The error message is literally telling you exactly what’s wrong. There was
an I/O (an Input Output) error on a device. Since it says the file could not be
created, my assumption is the I/O error happened on your external drive; the
drive that the backup was being written to.
Check the drive
Now, exactly what happens next really varies.
One thing I would do is I would run ChkDsk /R on that external drive. So if
the drive is Drive letter F: for example, then in a command prompt, run
“chkdsk /r f:” and then hit the Enter key.
ChkDsk will actually check the surface of that drive to see if there are
problems on it, and potentially, it will mark bad sectors on that drive as
being bad.
If that doesn’t resolve the problem, I’d be seriously tempted to return that
external drive for warranty work. It shouldn’t have any problems when you get
it out of the box like that and this definitely does feel like a problem on
that external drive.
So, those are the things that I would do, the directions I would heed. The
error message is actually telling you the truth in my opinion. It is telling
exactly what’s wrong. The trick is understanding that what it means is there’s
a problem with that external drive.
Next from Answercast 61 – Does having my video card on the motherboard mean I can never upgrade?
Hi Leo, a call to Support at Seagate with a copy
of the error code and a description of what was
being done will get some quick help. Those guys
are good.
You could try to copy a few picture or music files to the disk in question. If it lets you copy & retrieve the file(s) then there is probably nothing wrong with the drive. If it won’t, then return it to where you bought it and get a replacement. I wouldn’t worry about warantee work & all that so early in the game. Most stores, online as well, give you at least a 90 day return policy.

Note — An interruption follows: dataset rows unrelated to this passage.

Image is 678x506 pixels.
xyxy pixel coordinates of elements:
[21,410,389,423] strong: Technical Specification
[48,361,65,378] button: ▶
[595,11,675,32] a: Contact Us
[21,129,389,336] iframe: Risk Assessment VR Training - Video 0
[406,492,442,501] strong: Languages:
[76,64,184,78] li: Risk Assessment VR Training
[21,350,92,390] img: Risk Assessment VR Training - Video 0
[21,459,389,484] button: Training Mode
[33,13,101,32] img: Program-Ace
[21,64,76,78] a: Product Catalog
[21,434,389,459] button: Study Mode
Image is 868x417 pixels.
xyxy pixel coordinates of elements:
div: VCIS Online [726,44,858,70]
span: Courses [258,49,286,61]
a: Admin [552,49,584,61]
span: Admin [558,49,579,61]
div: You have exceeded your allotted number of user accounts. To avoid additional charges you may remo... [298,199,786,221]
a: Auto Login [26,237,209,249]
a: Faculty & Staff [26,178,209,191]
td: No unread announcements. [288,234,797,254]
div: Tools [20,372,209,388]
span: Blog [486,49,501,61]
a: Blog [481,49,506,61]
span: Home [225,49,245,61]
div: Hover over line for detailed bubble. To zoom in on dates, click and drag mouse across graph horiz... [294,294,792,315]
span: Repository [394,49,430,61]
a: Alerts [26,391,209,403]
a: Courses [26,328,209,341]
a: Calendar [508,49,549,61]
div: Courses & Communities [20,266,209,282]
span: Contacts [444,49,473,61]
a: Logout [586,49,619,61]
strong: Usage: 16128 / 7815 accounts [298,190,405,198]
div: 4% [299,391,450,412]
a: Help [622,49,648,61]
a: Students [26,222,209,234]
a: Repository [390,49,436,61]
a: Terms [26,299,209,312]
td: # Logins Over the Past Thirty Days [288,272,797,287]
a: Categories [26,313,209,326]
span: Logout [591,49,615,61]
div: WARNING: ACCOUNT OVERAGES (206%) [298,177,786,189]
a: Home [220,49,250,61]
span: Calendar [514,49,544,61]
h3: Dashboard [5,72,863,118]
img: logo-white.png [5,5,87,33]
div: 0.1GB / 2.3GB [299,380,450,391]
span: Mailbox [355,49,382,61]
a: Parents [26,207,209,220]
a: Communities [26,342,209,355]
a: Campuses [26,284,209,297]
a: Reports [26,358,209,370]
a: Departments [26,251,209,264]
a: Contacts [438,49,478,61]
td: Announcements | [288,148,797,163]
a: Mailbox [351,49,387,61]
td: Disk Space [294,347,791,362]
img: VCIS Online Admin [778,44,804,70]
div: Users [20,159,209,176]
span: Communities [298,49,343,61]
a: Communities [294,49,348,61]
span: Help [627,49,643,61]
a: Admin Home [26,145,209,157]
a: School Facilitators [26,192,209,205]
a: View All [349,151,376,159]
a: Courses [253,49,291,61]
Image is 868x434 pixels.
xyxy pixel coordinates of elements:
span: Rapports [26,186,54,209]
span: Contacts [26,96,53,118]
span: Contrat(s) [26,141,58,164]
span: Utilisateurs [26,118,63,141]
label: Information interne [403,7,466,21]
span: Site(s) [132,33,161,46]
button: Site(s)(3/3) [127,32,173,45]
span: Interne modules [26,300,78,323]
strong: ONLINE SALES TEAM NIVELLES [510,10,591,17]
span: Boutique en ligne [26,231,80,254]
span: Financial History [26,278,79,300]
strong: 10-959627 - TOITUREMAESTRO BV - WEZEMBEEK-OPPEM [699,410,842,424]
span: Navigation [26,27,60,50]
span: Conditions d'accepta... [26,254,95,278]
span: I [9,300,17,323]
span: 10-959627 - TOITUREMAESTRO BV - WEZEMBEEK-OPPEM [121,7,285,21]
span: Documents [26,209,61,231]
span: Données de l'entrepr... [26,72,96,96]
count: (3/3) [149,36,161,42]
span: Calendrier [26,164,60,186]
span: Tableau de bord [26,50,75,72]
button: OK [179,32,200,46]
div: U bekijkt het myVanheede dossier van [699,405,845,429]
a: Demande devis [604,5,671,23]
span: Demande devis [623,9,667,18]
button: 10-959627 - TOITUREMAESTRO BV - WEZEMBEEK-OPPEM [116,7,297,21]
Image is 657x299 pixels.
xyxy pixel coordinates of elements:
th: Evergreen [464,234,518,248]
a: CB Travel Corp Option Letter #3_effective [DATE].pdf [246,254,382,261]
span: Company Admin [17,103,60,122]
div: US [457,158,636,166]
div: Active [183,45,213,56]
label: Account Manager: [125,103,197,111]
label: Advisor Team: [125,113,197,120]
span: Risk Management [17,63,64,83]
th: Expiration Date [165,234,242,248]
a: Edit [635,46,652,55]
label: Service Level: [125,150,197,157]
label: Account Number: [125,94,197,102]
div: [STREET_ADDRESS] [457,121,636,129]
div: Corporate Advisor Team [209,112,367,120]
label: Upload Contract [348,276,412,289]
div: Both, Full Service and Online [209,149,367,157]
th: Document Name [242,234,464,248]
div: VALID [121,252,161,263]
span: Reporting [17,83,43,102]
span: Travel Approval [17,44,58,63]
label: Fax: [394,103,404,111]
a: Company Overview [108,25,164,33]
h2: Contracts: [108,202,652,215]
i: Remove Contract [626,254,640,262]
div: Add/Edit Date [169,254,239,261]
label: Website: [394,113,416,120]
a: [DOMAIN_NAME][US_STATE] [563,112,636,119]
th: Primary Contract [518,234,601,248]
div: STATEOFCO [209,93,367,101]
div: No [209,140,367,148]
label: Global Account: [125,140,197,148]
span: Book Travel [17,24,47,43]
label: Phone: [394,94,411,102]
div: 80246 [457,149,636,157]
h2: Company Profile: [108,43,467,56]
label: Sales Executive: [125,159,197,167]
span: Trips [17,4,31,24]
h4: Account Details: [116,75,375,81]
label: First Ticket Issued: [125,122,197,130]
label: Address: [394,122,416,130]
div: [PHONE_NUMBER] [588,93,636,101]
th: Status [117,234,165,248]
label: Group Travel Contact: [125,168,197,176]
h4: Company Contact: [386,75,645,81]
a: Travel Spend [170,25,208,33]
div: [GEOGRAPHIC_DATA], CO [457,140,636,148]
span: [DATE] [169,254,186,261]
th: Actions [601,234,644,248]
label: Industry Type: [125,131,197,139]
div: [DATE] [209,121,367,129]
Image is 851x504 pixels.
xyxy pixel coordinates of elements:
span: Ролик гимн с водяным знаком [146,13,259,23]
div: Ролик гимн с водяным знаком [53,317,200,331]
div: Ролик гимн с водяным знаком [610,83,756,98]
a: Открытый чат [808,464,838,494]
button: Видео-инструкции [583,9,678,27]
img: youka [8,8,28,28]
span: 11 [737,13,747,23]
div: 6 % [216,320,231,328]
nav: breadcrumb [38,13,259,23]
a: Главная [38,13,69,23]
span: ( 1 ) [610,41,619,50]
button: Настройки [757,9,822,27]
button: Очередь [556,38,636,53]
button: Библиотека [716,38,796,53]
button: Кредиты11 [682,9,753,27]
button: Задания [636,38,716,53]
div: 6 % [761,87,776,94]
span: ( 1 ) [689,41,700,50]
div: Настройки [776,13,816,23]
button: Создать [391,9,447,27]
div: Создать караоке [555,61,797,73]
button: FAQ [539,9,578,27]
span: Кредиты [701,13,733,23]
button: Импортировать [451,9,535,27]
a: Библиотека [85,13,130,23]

If it’s giving you problems right from the box, I wouldn’t trust it now, or ever.
Also, sometimes the program(s) these “expansion, backup” drives utilize are not the most easy to maneuver through even though the claim on the box states such.
The last one I used I wiped the whole thing and used Macrium. Of course, doing this WILL void the warantee.
Just a few things to consider?
J.
Fixed. Thank you.
Ran CHKDSK
‘Windows has checked the file system and found no problems’
Have now completed the download of my internal hardrive to the 3TB Seagate external harddrive.
It sounds like you are using the Backup program in Windows. I have the exact same problem. My external drive was a Western Digital.
I believe that the problem is the Windows software. I solved the problem by using different backup software. Macrium (which Leo recommends) does have a free option, if you don’t want to pay for it. However, I understand the free option has some limitations.
I went with EaseUS Todo Backup (again they have both a paid and free version). I went with the free version. It seems to do everything that Leo recommends that a backup program should do.
I’ve started doing my backups with EaseUS instead of fighting with Windows Bakckup and have not seen that error ever again.